How the countdown is measured
The calculator converts both the target date and the "from" date to timestamps, subtracts the from date, and divides by the length of a day to get a whole number of days. A positive number means the target is still ahead of you; a negative number means it has already passed and the headline shows it as "days ago".
Leave the "from" date set to today for a live countdown, or set it to any other date to ask "how many days between these two points" from a fixed vantage point.
Reading the breakdown
A raw day count is precise but hard to picture once it runs into the hundreds, so the result also gives you the same span in weeks and as a months-plus-days figure. The months-and-days breakdown uses calendar months: it advances whole months from the earlier date until adding one more would overshoot, then counts the leftover days.
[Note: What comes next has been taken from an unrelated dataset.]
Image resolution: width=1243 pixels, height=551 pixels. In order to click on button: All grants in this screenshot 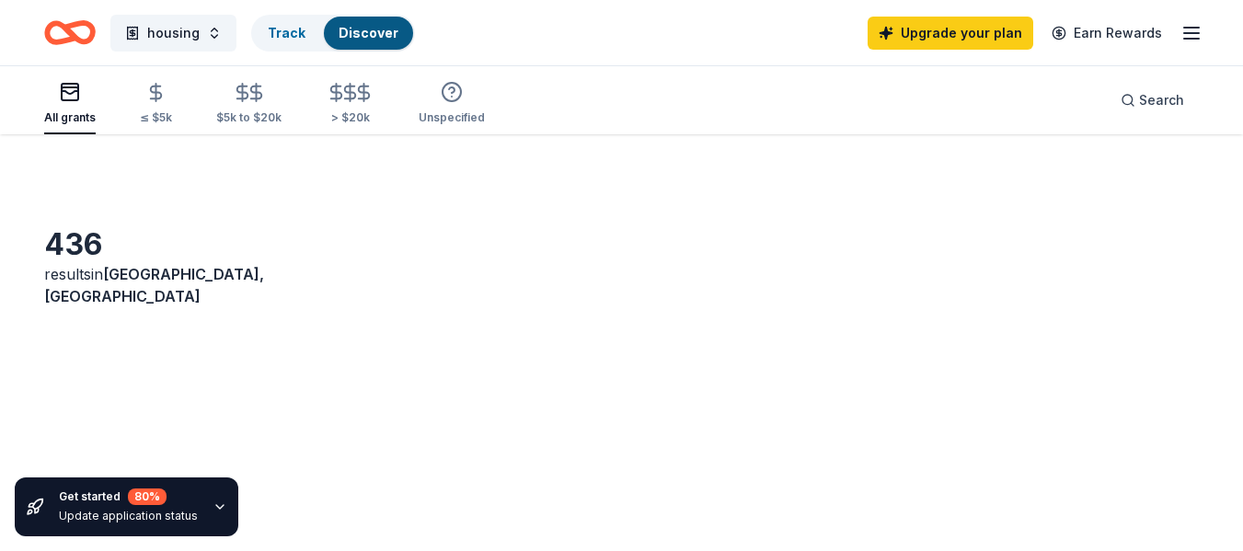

Because months vary in length, the weeks figure and the months-and-days figure describe the same gap two different ways; pick whichever is easiest to act on.
Tips and caveats
Worth knowing:
- The count is at whole-day resolution and ignores the time of day, so an event later today shows as zero days, not a fraction.
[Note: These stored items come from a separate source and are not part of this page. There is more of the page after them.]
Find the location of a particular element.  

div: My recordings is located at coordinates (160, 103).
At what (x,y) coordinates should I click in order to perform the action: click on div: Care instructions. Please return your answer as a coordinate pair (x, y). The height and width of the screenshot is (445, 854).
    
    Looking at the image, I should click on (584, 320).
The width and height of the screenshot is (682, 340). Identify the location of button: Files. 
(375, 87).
- A result of "Today" means the two dates are the same.
- For business-day countdowns (excluding weekends and holidays) use the work days calculator instead.
- Targets far in the past or future stay accurate because the math is plain calendar arithmetic.
Formula
diffDays = floor((targetDate − fromDate) / 86400000)Frequently asked questions
- What does a negative result mean?
- The target date is in the past relative to the "from" date, so the figure is shown as days ago.